A 20-month inquiry into the corporate watchdog was tabled yesterday. And it wasn’t pretty.
In one line; ASIC’s ambit is too wide, its resourcing too low and its culture so bad that white collar crime has been allowed to go unchecked in Australia, for too long.
To fix this, the report recommends splitting ASIC up, into one body focused on corporate crime, and another to regulate financial conduct.
Senate Economics Committee chair Andrew Bragg was pretty blunt about ASIC’s performance.
“ASIC has one job, and that job is to enforce the law and ASIC has not been focused on law enforcement. Instead, it’s been focused on its own internal problems. And that has meant that there’s been a white flag waved on white collar crime, which has meant that people feel they have a licence to break the law in Australia.”
He wants to Australia to have a corporate cop with teeth:
“I think that unless you are showing that you are prepared to put heads on the spike, then you’re not going to get any change in culture. And I think we need to have feared agencies so that people think twice when they want to do the wrong thing.”
The report also recommends amending Australia’s current whistleblower legislation to incentivise whistleblowers to come forward with information that would “significantly benefit the public”, and compensate those who do speak out, or those “who are unable to make a disclosure in the public benefit without experiencing significant personal detriment, such as loss of career prospects”.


▶ **WHAT IS EXPECTED**
Transcribe the records that follow. Keep every word exactly, and drop the pictures.

[Dataset listings of figures]

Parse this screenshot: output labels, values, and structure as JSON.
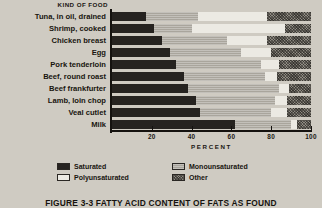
{
  "header": {
    "kind_of_food": "KIND OF FOOD"
  },
  "axis": {
    "title": "PERCENT",
    "ticks": [
      "20",
      "40",
      "60",
      "80",
      "100"
    ],
    "tick_values": [
      20,
      40,
      60,
      80,
      100
    ]
  },
  "legend": {
    "items": [
      {
        "label": "Saturated",
        "key": "saturated",
        "color": "#262320"
      },
      {
        "label": "Monounsaturated",
        "key": "monounsaturated",
        "color": "#a9a59c"
      },
      {
        "label": "Polyunsaturated",
        "key": "polyunsaturated",
        "color": "#eceae3"
      },
      {
        "label": "Other",
        "key": "other",
        "color": "#8e8a81"
      }
    ]
  },
  "caption": "FIGURE 3-3  FATTY ACID CONTENT OF FATS AS FOUND",
  "chart_data": {
    "type": "bar",
    "title": "FIGURE 3-3  FATTY ACID CONTENT OF FATS AS FOUND",
    "orientation": "horizontal",
    "stacked": true,
    "xlabel": "PERCENT",
    "ylabel": "KIND OF FOOD",
    "xlim": [
      0,
      100
    ],
    "grid": false,
    "legend_position": "bottom",
    "categories": [
      "Tuna, in oil, drained",
      "Shrimp, cooked",
      "Chicken breast",
      "Egg",
      "Pork tenderloin",
      "Beef, round roast",
      "Beef frankfurter",
      "Lamb, loin chop",
      "Veal cutlet",
      "Milk"
    ],
    "series": [
      {
        "name": "Saturated",
        "values": [
          17,
          21,
          25,
          29,
          32,
          36,
          38,
          42,
          44,
          62
        ]
      },
      {
        "name": "Monounsaturated",
        "values": [
          26,
          19,
          33,
          36,
          43,
          41,
          46,
          40,
          36,
          28
        ]
      },
      {
        "name": "Polyunsaturated",
        "values": [
          35,
          47,
          20,
          15,
          9,
          6,
          5,
          6,
          8,
          3
        ]
      },
      {
        "name": "Other",
        "values": [
          22,
          13,
          22,
          20,
          16,
          17,
          11,
          12,
          12,
          7
        ]
      }
    ]
  }
}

▶ **TASK OUTPUT**
Parse this screenshot: output labels, values, and structure as JSON.
{
  "header": {
    "kind_of_food": "KIND OF FOOD"
  },
  "axis": {
    "title": "PERCENT",
    "ticks": [
      "20",
      "40",
      "60",
      "80",
      "100"
    ],
    "tick_values": [
      20,
      40,
      60,
      80,
      100
    ]
  },
  "legend": {
    "items": [
      {
        "label": "Saturated",
        "key": "saturated",
        "color": "#262320"
      },
      {
        "label": "Monounsaturated",
        "key": "monounsaturated",
        "color": "#a9a59c"
      },
      {
        "label": "Polyunsaturated",
        "key": "polyunsaturated",
        "color": "#eceae3"
      },
      {
        "label": "Other",
        "key": "other",
        "color": "#8e8a81"
      }
    ]
  },
  "caption": "FIGURE 3-3  FATTY ACID CONTENT OF FATS AS FOUND",
  "chart_data": {
    "type": "bar",
    "title": "FIGURE 3-3  FATTY ACID CONTENT OF FATS AS FOUND",
    "orientation": "horizontal",
    "stacked": true,
    "xlabel": "PERCENT",
    "ylabel": "KIND OF FOOD",
    "xlim": [
      0,
      100
    ],
    "grid": false,
    "legend_position": "bottom",
    "categories": [
      "Tuna, in oil, drained",
      "Shrimp, cooked",
      "Chicken breast",
      "Egg",
      "Pork tenderloin",
      "Beef, round roast",
      "Beef frankfurter",
      "Lamb, loin chop",
      "Veal cutlet",
      "Milk"
    ],
    "series": [
      {
        "name": "Saturated",
        "values": [
          17,
          21,
          25,
          29,
          32,
          36,
          38,
          42,
          44,
          62
        ]
      },
      {
        "name": "Monounsaturated",
        "values": [
          26,
          19,
          33,
          36,
          43,
          41,
          46,
          40,
          36,
          28
        ]
      },
      {
        "name": "Polyunsaturated",
        "values": [
          35,
          47,
          20,
          15,
          9,
          6,
          5,
          6,
          8,
          3
        ]
      },
      {
        "name": "Other",
        "values": [
          22,
          13,
          22,
          20,
          16,
          17,
          11,
          12,
          12,
          7
        ]
      }
    ]
  }
}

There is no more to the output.